Give Him the Boot: The Derangement of Never-Trumpers

There are plenty of reasons to be generally skeptical of President Trump, and especially to be critical of his trade policy and the recent announcement of seeking to require electric utilities to buy electricity from coal and nuclear power plants (though this particular thing requires separate comment). But Max Boot abuses the privilege.

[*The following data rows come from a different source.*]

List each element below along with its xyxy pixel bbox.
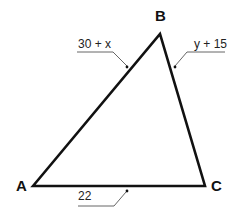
edge-label-ab: 30 + x: [77, 37, 128, 68]
leader-line-bc: [175, 52, 225, 66]
vertex-label-a: A: [16, 177, 27, 194]
svg-text:22: 22: [78, 189, 92, 203]
leader-dot-ac: [126, 190, 129, 193]
leader-line-ab: [77, 52, 127, 66]
vertex-label-c: C: [211, 177, 222, 194]
leader-dot-ab: [126, 66, 129, 69]
triangle-abc: [33, 34, 205, 186]
svg-text:30 + x: 30 + x: [78, 37, 111, 51]
svg-text:y + 15: y + 15: [194, 37, 227, 51]
edge-label-bc: y + 15: [174, 37, 228, 68]
vertex-label-b: B: [155, 7, 166, 24]
leader-dot-bc: [174, 66, 177, 69]
edge-label-ac: 22: [78, 189, 128, 206]
triangle-diagram: A B C 30 + x y + 15 22: [0, 0, 235, 215]
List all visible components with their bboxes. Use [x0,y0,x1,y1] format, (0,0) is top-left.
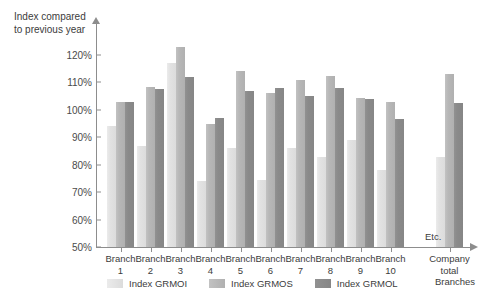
bar [365,99,374,247]
bar-chart: Index compared to previous year 50%60%70… [0,0,495,303]
bar [146,87,155,247]
bar [107,126,116,247]
chart-legend: Index GRMOIIndex GRMOSIndex GRMOL [107,278,420,289]
y-axis-tick-mark [96,164,101,165]
bar [185,77,194,247]
legend-item[interactable]: Index GRMOI [107,278,187,289]
y-axis-tick-label: 50% [48,242,92,253]
bar [137,146,146,247]
bar [395,119,404,247]
y-axis-arrow-icon [92,17,100,24]
bar [266,93,275,247]
y-axis-title: Index compared to previous year [14,11,122,36]
y-axis-tick-mark [96,219,101,220]
bar [257,180,266,247]
x-axis-tick-mark [181,248,182,252]
y-axis-tick-label: 70% [48,187,92,198]
y-axis-tick-mark [96,55,101,56]
y-axis-tick-mark [96,82,101,83]
y-axis-tick-mark [96,109,101,110]
bar [454,103,463,247]
bar [296,80,305,247]
bar [445,74,454,247]
bar [245,91,254,247]
bar [347,140,356,247]
x-axis-tick-mark [241,248,242,252]
bar [227,148,236,247]
legend-swatch-icon [209,279,225,288]
y-axis-tick-label: 110% [48,77,92,88]
bar [326,76,335,247]
bar [215,118,224,247]
x-axis-tick-mark [301,248,302,252]
bar [155,89,164,247]
x-axis-line [96,247,471,248]
y-axis-tick-label: 100% [48,104,92,115]
bar [176,47,185,247]
x-axis-tick-mark [211,248,212,252]
x-axis-tick-mark [450,248,451,252]
y-axis-line [96,22,97,248]
bar [305,96,314,247]
bar [197,181,206,247]
bar [377,170,386,247]
etc-annotation: Etc. [425,231,441,242]
x-axis-tick-mark [151,248,152,252]
x-axis-tick-mark [271,248,272,252]
bar [167,63,176,247]
legend-item-label: Index GRMOL [337,278,398,289]
bar [275,88,284,247]
y-axis-tick-mark [96,192,101,193]
y-axis-tick-mark [96,247,101,248]
y-axis-tick-mark [96,137,101,138]
legend-item-label: Index GRMOS [231,278,293,289]
legend-item[interactable]: Index GRMOL [315,278,398,289]
y-axis-tick-label: 80% [48,159,92,170]
bar [287,148,296,247]
legend-item[interactable]: Index GRMOS [209,278,293,289]
x-axis-tick-mark [391,248,392,252]
x-axis-tick-mark [121,248,122,252]
bar [125,102,134,247]
bar [206,124,215,247]
y-axis-tick-label: 90% [48,132,92,143]
x-axis-category-label: Branch 10 [363,253,419,276]
legend-swatch-icon [315,279,331,288]
x-axis-arrow-icon [470,243,478,251]
legend-swatch-icon [107,279,123,288]
bar [317,157,326,248]
y-axis-tick-label: 120% [48,50,92,61]
bar [116,102,125,247]
bar [236,71,245,247]
bar [386,102,395,247]
x-axis-caption: Branches [420,276,490,288]
bar [335,88,344,247]
legend-item-label: Index GRMOI [129,278,187,289]
bar [356,98,365,247]
x-axis-tick-mark [331,248,332,252]
x-axis-tick-mark [361,248,362,252]
x-axis-category-label: Company total [422,253,478,276]
y-axis-tick-label: 60% [48,214,92,225]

Here’s his tweet related to his latest Washington Post column attacking Trump’s abandonment of traditional Republican lip service to free markets:

The longer version in the column itself is even worse:

Trump doesn’t care that Canadian soldiers have fought and bled alongside Americans for a century. In Afghanistan, Canada lost 158 troops in a U.S.-led NATO mission. All of that counts for nothing with a president who is determined to rearrange the economy according to his own mad whims. . .

So . . . I guess Max boot has never heard of the U.S. tariffs on Canadian lumber imports from previous administrations that are estimated to have cost nearly 10,000 Canadian jobs. Did Trump’s predecessors also not care about Canadian soldiers? How about President Obama? Did he also not care about Canadian sacrifice when he blocked the Keystone pipeline for eight years?

Also this from Boot’s column:

My heart went out to Canadian Foreign Minister Chrystia Freeland when she said on Sunday: “So what you are saying to us, and to all of your NATO allies, is that we somehow represent a national security threat to the United States. … Seriously?”

Funny, that’s very close to the complaint Margaret Thatcher made in 1982 of Ronald Reagan’s sanctions on European banks and companies (which Reagan’s own secretary of state opposed) that were building the Soviet natural gas pipeline (a policy that largely failed in the long run, incidentally, enabling some of Putin’s natural gas extortions today—irony alert!). Thatcher publicly called Reagan’s treatment of NATO “appalling,” and “a lesson in how not to conduct alliance business.”

Trump’s tariffs on Canadian steel and aluminum are bad policy, likely to be counter-productive. Why not just argue the economic merits of the case? Never Trumpers who default to hysterical rhetoric do themselves no favors. Boot ought to get a grip. Or get the boot.

Notice: All comments are subject to moderation. Our comments are intended to be a forum for civil discourse bearing on the subject under discussion. Commenters who stray beyond the bounds of civility or employ what we deem gratuitous vulgarity in a comment — including, but not limited to, “s***,” “f***,” “a*******,” or one of their many variants — will be banned without further notice in the sole discretion of the site moderator.